### [The problem]
Copy task. Retype the whole listing exactly, omitting any picture in it.
--- --- ---
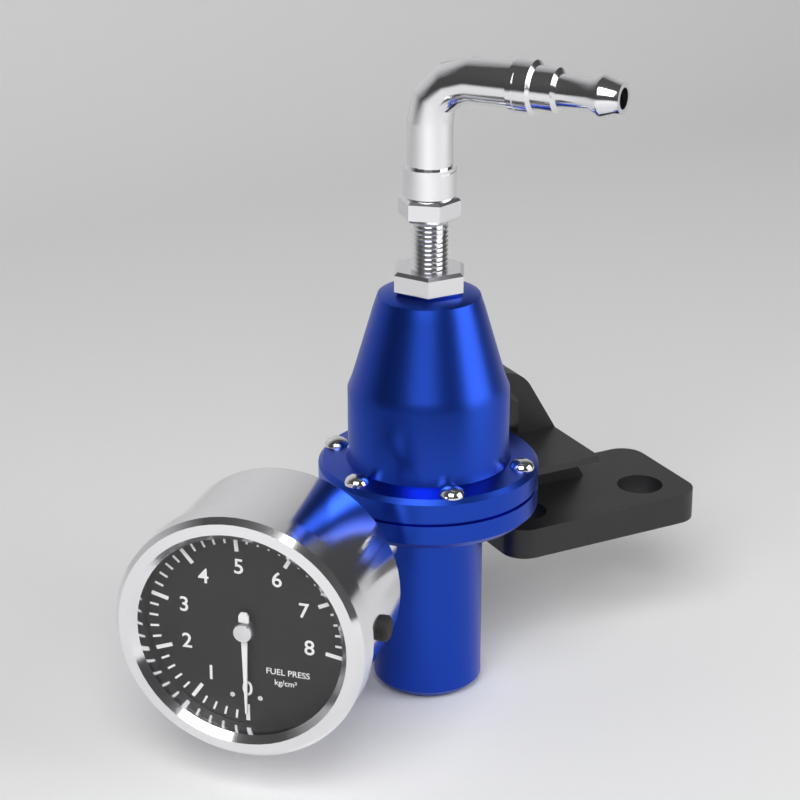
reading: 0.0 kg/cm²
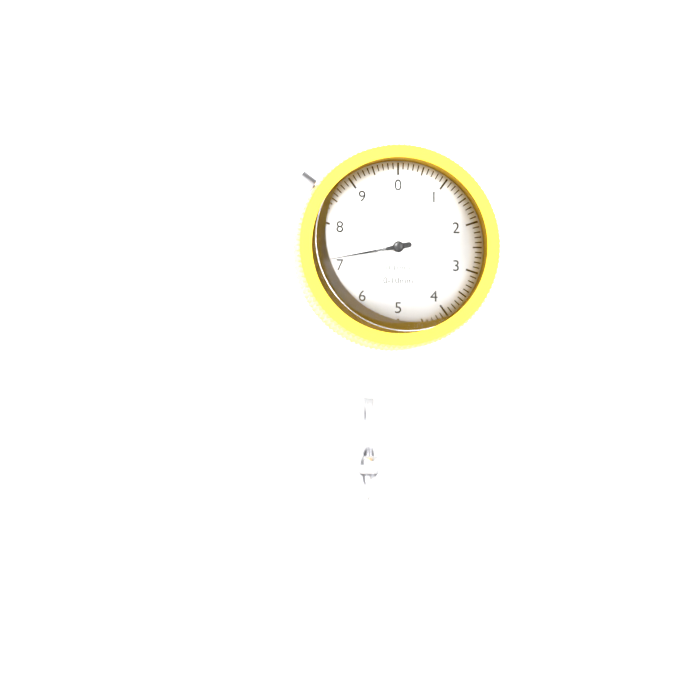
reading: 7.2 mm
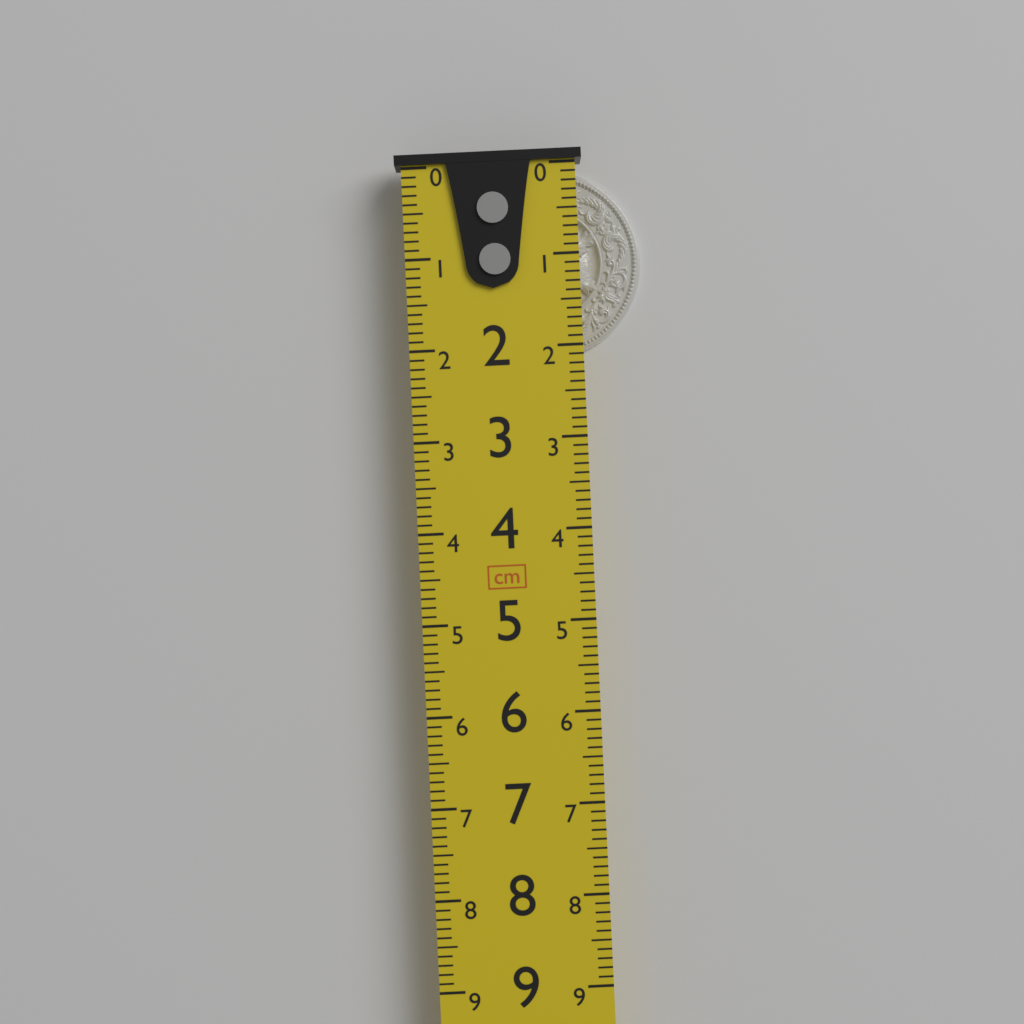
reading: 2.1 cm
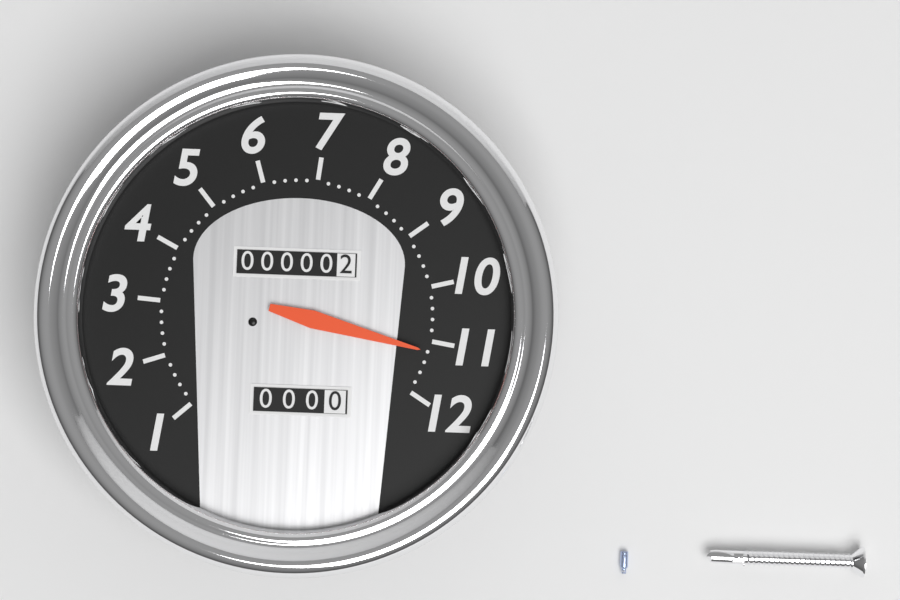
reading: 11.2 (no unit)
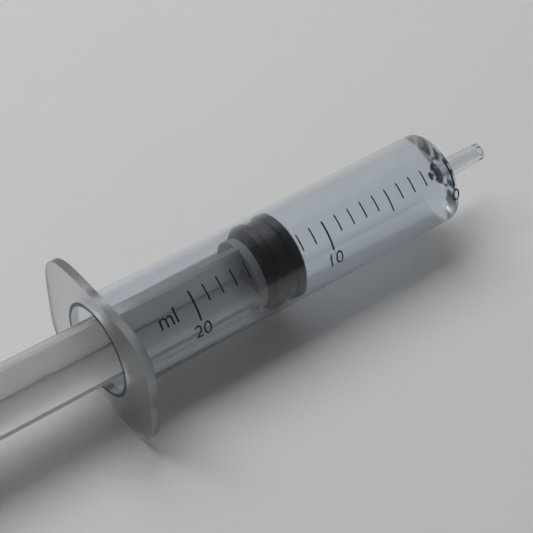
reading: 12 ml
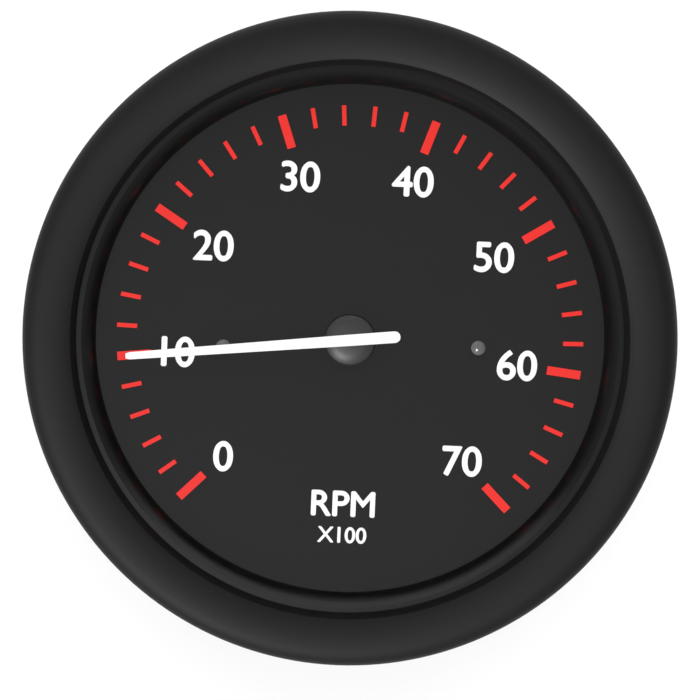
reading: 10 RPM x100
--- --- ---
### [Output of the exercise]
reading: 0.0 kg/cm²
reading: 7.2 mm
reading: 2.1 cm
reading: 11.2 (no unit)
reading: 12 ml
reading: 10 RPM x100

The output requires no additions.